Mad Max\’s Nazi Sex Orgy.

My comment.

Then again, as PJ O’Rourke has pointed out, absolutely no one has ever fantasised about being tied up and ravished by a liberal.

Nick Cohen:

He had a little of my sympathy for proving the truth of P J O’Rourke’s assertion that, “no one has ever had a fantasy about being tied to a bed and sexually ravished by someone dressed as a liberal”.

Stefanie Marsh:

If we were in a generous mood, we could even decide to find the whole thing hugely comical, if a touch Benny Hill, and concede that P.J. O\’Rourke was right when he said: “No one has ever had a fantasy about being tied to a bed and sexually ravished by someone dressed as a liberal.”

They at least bothered to look the quote* up which must be why they\’re paid the big bucks, eh?

 

* It is also the most mindbogglingly obvious quote to use in the circumstances. I\’m actually a little surprised that Google News doesn\’t show more uses of it.

 

3 thoughts on “Great Minds Think Alike”

  1. Penetrating wee buggers, clegs. Google yields:-
    “Horseflies, or ‘clegs’ as they’re called round here, are terrible things. Slightly bigger than house flies and looking like lumps of furry green mould with wings, they can sense an attractive-smelling human from miles away by homing in on carbon dioxide emissions in the same way that midges do. Once they’ve tracked you down, they fly round and round your head, buzzing into your ears and having a good old sniff around, looking for a nice juicy patch of exposed skin to attack. They might join their friends on the back of your pack, sunning themselves until your guard is down, but whatever their tactics they eventually get stuck in, and that’s when you really notice they’re there.

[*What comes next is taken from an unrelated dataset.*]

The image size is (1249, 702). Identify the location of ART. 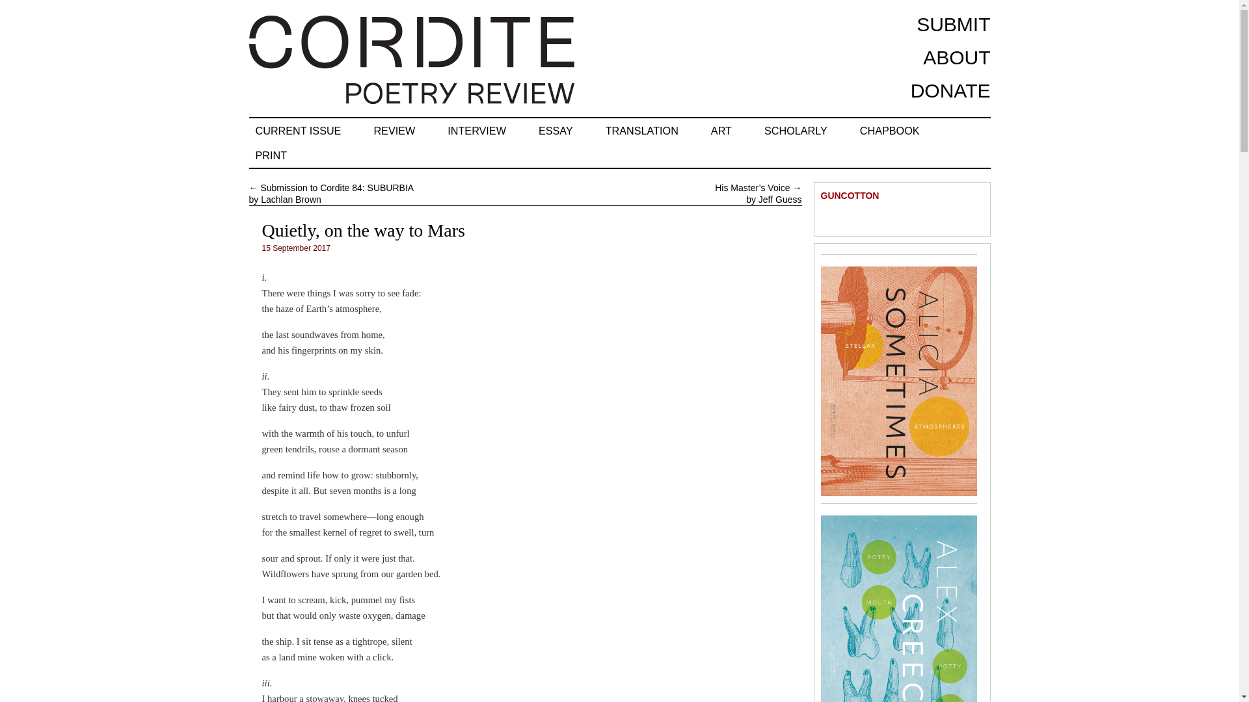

    The clegs of Rannoch Moor are particularly fond of the soft underside of my forearms, just where the veins meet the elbow. When walking with sticks in humid weather, this is where the sweat collects and drips off, so the odd tickling sensation under the elbow is no surprise; the surprise is when it turns out to be a cleg, because when these buggers bite, it hurts. They really sink their teeth in, and unlike midges and mosquitoes, they don’t like to let go; I’ve brushed many a cleg off my arm only to find that it’s still happily attached and drinking my blood. Quite literally, clegs suck.”